What would you do if your account was in this situation?

Quote from xif99:

is that the rule for all the 2x weighted index ETFs?

Xif,

Fib beat me to the answer. :)

I would suggest taking a good look at some of the 2x and 3x funds, and performing a correlation against the SPX or Russell 2000 (maybe even SPY or IWM), or whatever instrument they are associated with - - - you might be surprised how the correlation is not as close as you think.

AZD
 
Quote from arizonadreamer:

Xif,

Fib beat me to the answer. :)

I would suggest taking a good look at some of the 2x and 3x funds, and performing a correlation against the SPX or Russell 2000 (maybe even SPY or IWM), or whatever instrument they are associated with - - - you might be surprised how the correlation is not as close as you think.

AZD

Holy crap!

So what you should do if expecting a bull market return is short the 2x inverse ETFs. do they have positive expectancy over time? :D :eek:
 
Quote from xif99:

you own 100 shares of SPY with an average cost of $100 (held over 1 year)

You own 100 shares of DDM with an average cost of $28. (held under 1 year)

You have $3k cash in your trading account.

What would you do?

Sell everything and start buying SSO with a small position and average down if it continues to drop?

Otherwise you're looking at years before your SPY is back up to break even.?

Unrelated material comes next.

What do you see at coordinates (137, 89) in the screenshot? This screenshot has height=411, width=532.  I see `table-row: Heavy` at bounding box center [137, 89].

what's your regular ET nick? come on, don't be shy.
 
Quote from lescor:

Forget about where your position used to be, what your average price is, where you think it 'should be', etc. It's worth what it's trading at right now. The market doesn't care what you paid for it. Mark your positions to the market every day, don't focus on getting back to break even. Remember that hope is not a viable strategy.

"It's not a loss until you sell" is the motto of Loserville.

I agree 100%. Allowing large open-loss/gaping wound positions to develop damages the psyche more than anyone will admit. Today's up day probably created a large amount of buyers anxiety in a lot of traders. Especially those with large open losses trying to get back to break even. Unfortunately, this cycle of emotions compounds the problem. This is the personality of a bear market.

I don't really have any advice except not to chase lost money. All the best to your trading.
 
Quote from NeoRio1:

First of all you're an idiot for using the buy and hold strategy. Sorry, I say that to all Buy and folders.

Secondly you are an even bigger idiot for not following the one rule you need to follow when it comes to your strategy. Buy and HOLD. You have to hold no matter what. That is the strategy. Taking your money out or increasing the leverage in a long account when the market is tanking is going against your one simple rule.

Keep things where they are at and hopefully you will be at breaking even in 10-15 years.

Every investor who trys to break even once they have lost 40% of their money ALWAYS loses more money. A good amount lose all their money. Same with traders.


10-15 years! HA HA HA HA HA HA HA
I wonder how it all turned out for Xif. This thread should be saved and studied as it nailed the exact bottom and the corresponding emotions to a tee.
 
Yes. That's awesome. Perfect real-time narrative of the heart of why simple opportunistic decisions become confused nauseating decisions when cost-basis is bad.

Also perfect in fleshing out why capitulations happen, even though "everyone" knows they are opportunities.